SG/SM/9274
                                                                                                                        ECO/58
                                                                                                                        27 April 2004

Secretary-General Congratulates International Trade Centre on 40 Years of Service to Developing World’s Export Efforts

NEW YORK, 26 April (UN Headquarters) -- Following is Secretary-General Kofi Annan’s message to the Joint Advisory Group of the International Trade Centre, delivered by Sergei Ordzhonikidze, Director-General, United Nations Office at Geneva, in Geneva, 26 April:

Notwithstanding the remarkable growth in international trade over the past half century, too few countries in the developing world have shared in the benefits.  These countries do not lack potential to participate competitively and constructively in the international marketplace. Rather, the challenge facing the global community is to ensure that these countries have an unfettered opportunity to realize this potential, thereby enabling them to make real progress towards achieving the Millennium Development Goals.

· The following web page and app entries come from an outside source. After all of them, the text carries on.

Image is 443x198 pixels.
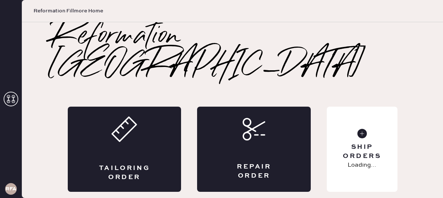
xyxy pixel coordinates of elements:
[34,7,103,15] span: Reformation Fillmore Home
[51,22,414,81] h2: Reformation [GEOGRAPHIC_DATA]
[348,161,376,170] p: Loading...
[226,162,282,181] div: Repair Order
[333,143,391,161] div: Ship Orders
[97,164,152,182] div: Tailoring Order
[5,187,16,192] h3: RFA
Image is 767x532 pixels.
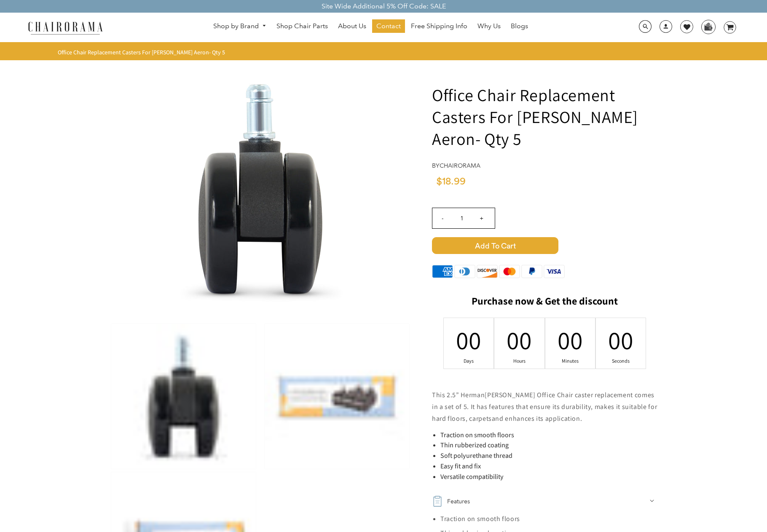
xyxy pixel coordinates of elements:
span: Contact [376,22,401,30]
div: 00 [565,324,575,357]
span: Free Shipping Info [411,22,467,30]
div: 00 [463,324,474,357]
a: Why Us [473,19,504,33]
img: Office Chair Replacement Casters For Herman Miller Aeron- Qty 5 - chairorama [111,324,256,469]
a: Contact [372,19,405,33]
span: Soft polyurethane thread [440,451,513,460]
img: Office Chair Replacement Casters For Herman Miller Aeron- Qty 5 - chairorama [134,63,387,315]
div: Days [463,358,474,365]
h1: Office Chair Replacement Casters For [PERSON_NAME] Aeron- Qty 5 [432,84,658,149]
h2: Purchase now & Get the discount [432,295,658,312]
div: Minutes [565,358,575,365]
nav: breadcrumbs [58,49,228,56]
img: WhatsApp_Image_2024-07-12_at_16.23.01.webp [702,21,715,33]
span: Thin rubberized coating [440,441,509,450]
span: Office Chair Replacement Casters For [PERSON_NAME] Aeron- Qty 5 [58,49,225,56]
a: Free Shipping Info [407,19,472,33]
span: er [465,391,471,399]
span: About Us [338,22,366,30]
span: [PERSON_NAME] Office Chair caster replacement comes in a set of 5. It has features that ensure it... [432,391,654,411]
span: Add to Cart [432,237,558,254]
div: Seconds [615,358,626,365]
div: Hours [514,358,525,365]
span: man [471,391,485,399]
summary: Features [432,490,658,513]
div: 00 [514,324,525,357]
input: + [471,208,491,228]
span: Blogs [511,22,528,30]
img: Office Chair Replacement Casters For Herman Miller Aeron- Qty 5 - chairorama [264,324,409,469]
span: Shop Chair Parts [276,22,328,30]
h4: by [432,162,658,169]
input: - [432,208,452,228]
span: Versatile compatibility [440,472,503,482]
span: kes it suitable for hard floors, carpets [432,403,657,423]
a: Blogs [506,19,532,33]
span: Easy fit and fix [440,462,481,471]
span: Traction on smooth floors [440,515,520,523]
img: chairorama [23,21,108,35]
span: This 2.5” H [432,391,465,399]
span: and enhances its application. [491,414,582,423]
a: About Us [333,19,370,33]
a: Shop Chair Parts [272,19,332,33]
a: chairorama [439,162,480,169]
nav: DesktopNavigation [143,19,598,35]
h2: Features [447,496,470,508]
button: Add to Cart [432,237,658,254]
span: $18.99 [436,177,465,187]
span: Why Us [477,22,501,30]
span: Traction on smooth floors [440,431,514,439]
div: 00 [615,324,626,357]
a: Shop by Brand [209,20,271,33]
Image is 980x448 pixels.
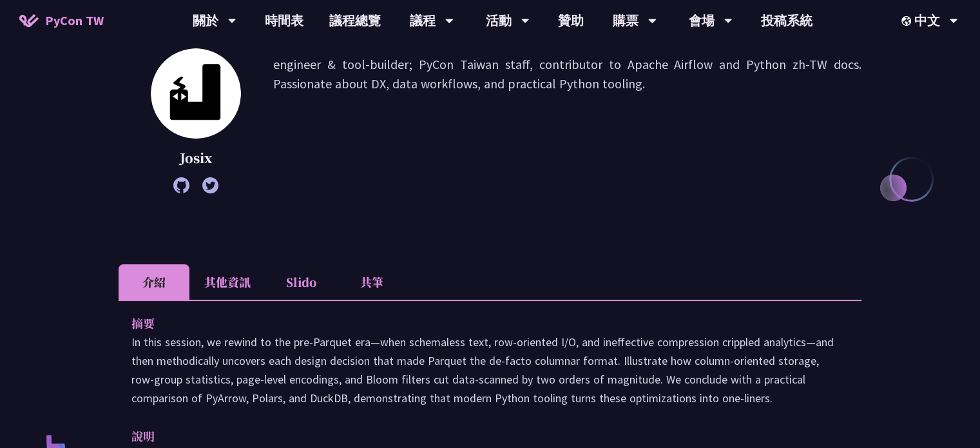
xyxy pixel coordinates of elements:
img: Josix [151,48,241,139]
p: Josix [151,148,241,168]
li: Slido [265,265,336,300]
span: PyCon TW [45,11,104,30]
p: In this session, we rewind to the pre‑Parquet era—when schemaless text, row‑oriented I/O, and ine... [131,333,849,408]
img: Home icon of PyCon TW 2025 [20,14,38,27]
li: 介紹 [118,265,189,300]
li: 其他資訊 [189,265,265,300]
img: Locale Icon [902,16,915,26]
a: PyCon TW [7,5,117,37]
p: 說明 [131,427,823,446]
p: 摘要 [131,314,823,333]
li: 共筆 [336,265,408,300]
p: engineer & tool-builder; PyCon Taiwan staff, contributor to Apache Airflow and Python zh-TW docs.... [274,55,862,187]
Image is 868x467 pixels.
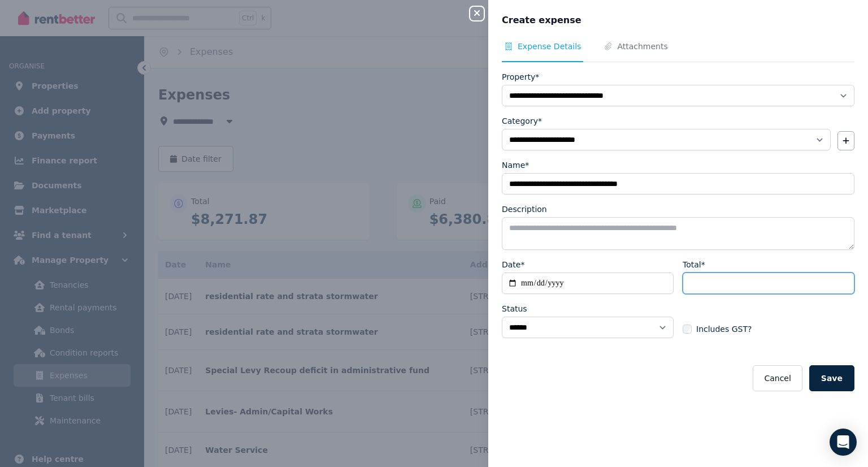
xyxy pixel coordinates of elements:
label: Status [502,303,527,314]
label: Date* [502,259,524,270]
span: Create expense [502,13,581,27]
div: Open Intercom Messenger [830,429,857,455]
nav: Tabs [502,41,855,62]
button: Cancel [753,365,802,391]
label: Property* [502,71,539,82]
span: Expense Details [518,41,581,52]
span: Includes GST? [696,324,751,335]
label: Description [502,204,547,215]
label: Total* [682,259,705,270]
label: Category* [502,115,542,127]
span: Attachments [617,41,667,52]
button: Save [809,365,855,391]
label: Name* [502,159,529,171]
input: Includes GST? [682,324,692,334]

It is against this backdrop that I am pleased to acknowledge the work of the International Trade Centre.  ITC is unique. It is the only technical cooperation agency funded on a joint venture basis by the United Nations and a non-UN organization, the World Trade Organization.  And its contributions in putting trade to work for development are widely recognized within the UN system, within the donor community and, most importantly, within developing countries themselves.

The “business” of trade-related technical assistance is not an easy one.  But ITC has managed to balance the commercially inspired demands of its clients in the business sector with the wider imperatives of sustainable development and poverty reduction. You have wisely focused your resources on the key to successful development assistance: building national capacities. You have forged partnerships that complement your own programmes and ensure wider impact for those programmes.  And you have been able to anticipate, and act on, the need for change, both in how you operate and what you deliver.

I congratulate ITC’s management and staff, past and present, on 40 years of service in support of the export efforts of the developing world.  Please accept my best wishes for a bright and successful future.